Arts & Culture
Alex Sabin and Thomas Bevan play infamous criminals Nathan Leopold and Richard Loeb.
The crime of the century comes to Stevens Point
The Pointer
lgern177@uwsp.edu
“Never the Sinner,” a dynamic play about the complexity of crime and the individuals who commit it, left not a single empty seat this weekend in the Noel Fine Arts Center’s Studio Theatre.
The play’s writer, John Logan, explored the many dimensions of the human psyche, set against the backdrop of the Chicago as an emerging industrial power in the 1920s. Logan is known for penning screenplays that delve into crime from an atypical vantage point such as “Sweeney Todd: The Demon Barber of Fleet Street.”
Students Alex Sabin and Thomas Bevan played the leading roles with finesse, but five other actors that comprised this production conveyed the depth and range of Logan’s characters with professional fluidity as well, oftentimes donning multiple roles.
Peter Hargaten, for instance, seamlessly played a reporter, psychologist, sergeant, bailiff and butler. Meagan Wells played a reporter, Loeb’s girlfriend and a psychologist. Eric Harper played a reporter and a psychologist.
A significant portion of the play was a courtroom enactment. The attorneys Clarence Darrow and Robert Crowe, played by James Roland and Thomas Bevan respectively, created a spellbinding tension from exploring the intricacies and consequences of the murderer’s intelligence.
An underlying theme throughout the play was the issue of morality. The criminals had theorized they were “ubermenschen,” or supermen, and above the rules that bind the rest of mankind. They justified committing murder on this basis, because, as they told the courtroom, they could.
But defining the two main characters by this irreverence would be a mistake. In reality, the boys, as their defense attorney Darrow repeatedly referred to them, were one-dimensional enough for such categorizations.
Though both Loeb and Leopold referred often to their families, it was with each other they showed the most affection. In fact, they had a pact in which Loeb, in exchange for a partner in crime, was Leopold’s partner in bed. By the end of the film though, when Leopold stated if they were to be separated in prison he would rather be hanged, the feelings were undoubtedly mutual.
In the end it was also clear, when they realized they would not be let off the hook as easily as they had previously thought, they had fallen from their self-prescribed greatness. This became especially evident when Loeb asked Leopold, “We’re not ubermenschen anymore, are we?”
“I really didn’t know what it was about,” said University of Wisconsin-Stevens Point student Lynnea Chelmo. “The acting was really good, but it was really sad, kind of depressing.”
The ending was, to others, fittingly realistic, with the two criminals sentenced to life in jail and then some. But in light of their senseless crime, the sentence was light, perhaps due to Darrow and his compassionate philosophy, “Hate the sin, but never the sinner.”
Filled with morbid humor and characters that wove a strong, thought-provoking plot with their performance, the show was indisputably a success.
“The acting, tech and design were all excellent,” student Arne Parrott said. “It was a thought-provoking, well-honed, clearly well-rehearsed, well-oiled machine.”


Work to be completed
Reproduce each entry below exactly, without omitting any.

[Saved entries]
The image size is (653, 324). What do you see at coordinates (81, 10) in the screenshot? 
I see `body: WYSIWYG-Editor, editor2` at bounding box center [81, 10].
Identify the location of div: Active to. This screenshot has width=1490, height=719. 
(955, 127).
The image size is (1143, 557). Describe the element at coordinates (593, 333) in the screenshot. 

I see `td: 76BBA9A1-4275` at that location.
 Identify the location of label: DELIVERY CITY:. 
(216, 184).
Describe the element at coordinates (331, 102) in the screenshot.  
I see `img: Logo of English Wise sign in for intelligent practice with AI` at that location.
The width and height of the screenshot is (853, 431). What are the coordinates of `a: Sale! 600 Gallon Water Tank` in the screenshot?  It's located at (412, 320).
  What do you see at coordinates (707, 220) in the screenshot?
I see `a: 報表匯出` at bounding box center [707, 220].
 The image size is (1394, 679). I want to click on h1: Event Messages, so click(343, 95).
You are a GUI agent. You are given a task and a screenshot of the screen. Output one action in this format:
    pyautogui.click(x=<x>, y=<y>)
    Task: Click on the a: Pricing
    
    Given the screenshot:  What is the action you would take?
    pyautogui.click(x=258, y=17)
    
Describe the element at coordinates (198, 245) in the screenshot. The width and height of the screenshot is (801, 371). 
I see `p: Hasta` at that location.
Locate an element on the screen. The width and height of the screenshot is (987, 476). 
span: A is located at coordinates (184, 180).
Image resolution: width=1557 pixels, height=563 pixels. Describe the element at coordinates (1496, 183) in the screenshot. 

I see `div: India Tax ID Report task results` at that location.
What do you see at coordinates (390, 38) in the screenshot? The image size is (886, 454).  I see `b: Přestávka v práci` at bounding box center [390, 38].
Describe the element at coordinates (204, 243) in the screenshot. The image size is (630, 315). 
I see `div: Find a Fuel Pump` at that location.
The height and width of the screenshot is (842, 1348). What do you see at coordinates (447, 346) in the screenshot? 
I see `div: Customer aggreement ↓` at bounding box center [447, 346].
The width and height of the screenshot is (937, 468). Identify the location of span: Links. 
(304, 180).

Task output
The image size is (653, 324). What do you see at coordinates (81, 10) in the screenshot? 
I see `body: WYSIWYG-Editor, editor2` at bounding box center [81, 10].
Identify the location of div: Active to. This screenshot has width=1490, height=719. 
(955, 127).
The image size is (1143, 557). Describe the element at coordinates (593, 333) in the screenshot. 

I see `td: 76BBA9A1-4275` at that location.
 Identify the location of label: DELIVERY CITY:. 
(216, 184).
Describe the element at coordinates (331, 102) in the screenshot.  
I see `img: Logo of English Wise sign in for intelligent practice with AI` at that location.
The width and height of the screenshot is (853, 431). What are the coordinates of `a: Sale! 600 Gallon Water Tank` in the screenshot?  It's located at (412, 320).
  What do you see at coordinates (707, 220) in the screenshot?
I see `a: 報表匯出` at bounding box center [707, 220].
 The image size is (1394, 679). I want to click on h1: Event Messages, so click(343, 95).
You are a GUI agent. You are given a task and a screenshot of the screen. Output one action in this format:
    pyautogui.click(x=<x>, y=<y>)
    Task: Click on the a: Pricing
    
    Given the screenshot:  What is the action you would take?
    pyautogui.click(x=258, y=17)
    
Describe the element at coordinates (198, 245) in the screenshot. The width and height of the screenshot is (801, 371). 
I see `p: Hasta` at that location.
Locate an element on the screen. The width and height of the screenshot is (987, 476). 
span: A is located at coordinates (184, 180).
Image resolution: width=1557 pixels, height=563 pixels. Describe the element at coordinates (1496, 183) in the screenshot. 

I see `div: India Tax ID Report task results` at that location.
What do you see at coordinates (390, 38) in the screenshot? The image size is (886, 454).  I see `b: Přestávka v práci` at bounding box center [390, 38].
Describe the element at coordinates (204, 243) in the screenshot. The image size is (630, 315). 
I see `div: Find a Fuel Pump` at that location.
The height and width of the screenshot is (842, 1348). What do you see at coordinates (447, 346) in the screenshot? 
I see `div: Customer aggreement ↓` at bounding box center [447, 346].
The width and height of the screenshot is (937, 468). Identify the location of span: Links. 
(304, 180).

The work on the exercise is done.